Subject | Re: [IBO] Null and numeric fields |
---|---|
Author | Helen Borrie |
Post date | 2006-06-01T07:41:28Z |
At 05:14 PM 1/06/2006, you wrote:
when the defaulted column is not present in the INSERT
statement. You can involve the client in the defaulting process if
you want to, by applying a default at the set level (in
ColumnAttributes) or by intercepting at BeforePost and applying the
server defaults. The problem with GetServerDefaults is that it's
noisy on the network. The advantage, though, is that your
application isn't the one that's applying business rules that rightly
belong in the database.
stuff - it's a drop in the bucket compared to relying on the client
to do it (local and network overhead) AND the integrity is protected.
Helen
>Hans (and all),No, it's DB rules. The default applies only to inserts, and only
>
>I implemented this solution but I'm contemplating about the following:
>
>1) What situations cause the Default setting in FB to be ignored, as
>I've experienced? Is IBO the one in play here?

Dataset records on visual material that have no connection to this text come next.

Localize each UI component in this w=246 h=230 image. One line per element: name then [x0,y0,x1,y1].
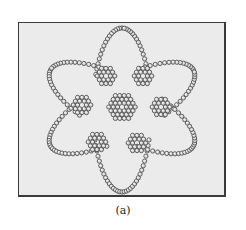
central-bead-cluster [107,93,138,120]
bead-cluster-figure [0,0,246,230]
figure-caption: (a) [0,204,246,217]
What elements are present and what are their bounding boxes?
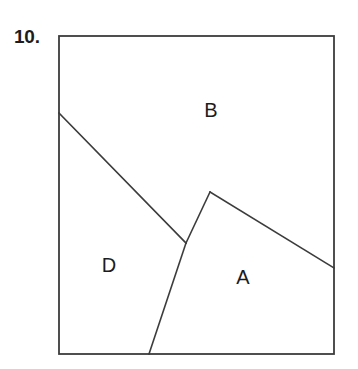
region-label-a: A (236, 266, 250, 288)
region-label-d: D (102, 254, 116, 276)
region-label-b: B (204, 99, 217, 121)
figure-container: 10. B D A (0, 0, 358, 369)
geometry-diagram: B D A (0, 0, 358, 369)
outer-square-border (59, 36, 334, 354)
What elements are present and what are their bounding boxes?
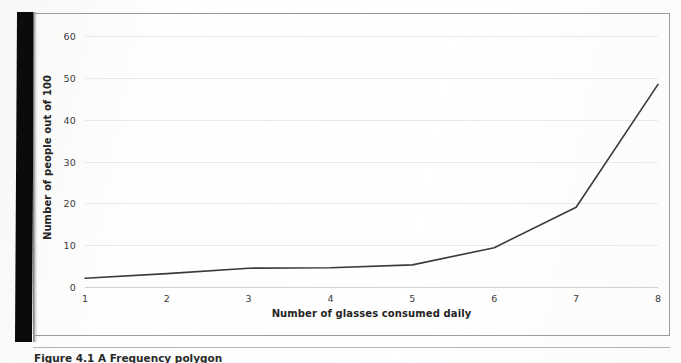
caption-divider [33,347,670,348]
y-tick-label-10: 10 [64,240,77,251]
y-axis-title-text: Number of people out of 100 [43,75,54,240]
x-tick-label-3: 3 [246,293,252,304]
figure-page: Number of people out of 100 010203040506… [0,0,681,363]
y-tick-label-40: 40 [64,114,77,125]
series-polyline [85,84,658,278]
x-tick-label-4: 4 [327,293,333,304]
x-tick-label-1: 1 [82,293,88,304]
gridline-0 [85,287,658,288]
x-tick-label-6: 6 [491,293,497,304]
y-tick-label-20: 20 [64,198,77,209]
y-tick-label-50: 50 [64,73,77,84]
book-binding-gutter [15,12,34,342]
y-tick-label-0: 0 [70,282,76,293]
x-tick-label-8: 8 [655,293,661,304]
y-tick-label-30: 30 [64,156,77,167]
x-tick-label-2: 2 [164,293,170,304]
x-tick-label-7: 7 [573,293,579,304]
y-axis-title: Number of people out of 100 [40,28,56,287]
figure-caption: Figure 4.1 A Frequency polygon [34,352,554,363]
line-series [85,28,658,287]
x-tick-label-5: 5 [409,293,415,304]
y-tick-label-60: 60 [64,31,77,42]
x-axis-title: Number of glasses consumed daily [85,308,658,319]
plot-area: 0102030405060 12345678 [85,28,658,287]
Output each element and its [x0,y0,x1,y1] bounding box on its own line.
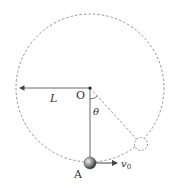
pendulum-diagram: O L θ A v0 [0,0,175,187]
angle-label: θ [93,106,99,117]
ball-a [84,157,96,169]
velocity-label: v0 [121,158,131,171]
displaced-ball [135,138,148,151]
length-label: L [49,92,57,105]
ball-label: A [73,168,83,181]
angle-arc [90,96,97,99]
velocity-subscript: 0 [127,163,131,171]
pivot-point [88,86,91,89]
pivot-label: O [76,89,85,102]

when the defaulted column is not present in the INSERT
statement. You can involve the client in the defaulting process if
you want to, by applying a default at the set level (in
ColumnAttributes) or by intercepting at BeforePost and applying the
server defaults. The problem with GetServerDefaults is that it's
noisy on the network. The advantage, though, is that your
application isn't the one that's applying business rules that rightly
belong in the database.
>2) I have some more numeric(15,2) fields in the db. Adding twoYou're overstating grossly. The server is just being asked to do its
>separate triggers for each affected tables add to the overhead when
>inserting/modifying records. Or am I overstating?
stuff - it's a drop in the bucket compared to relying on the client
to do it (local and network overhead) AND the integrity is protected.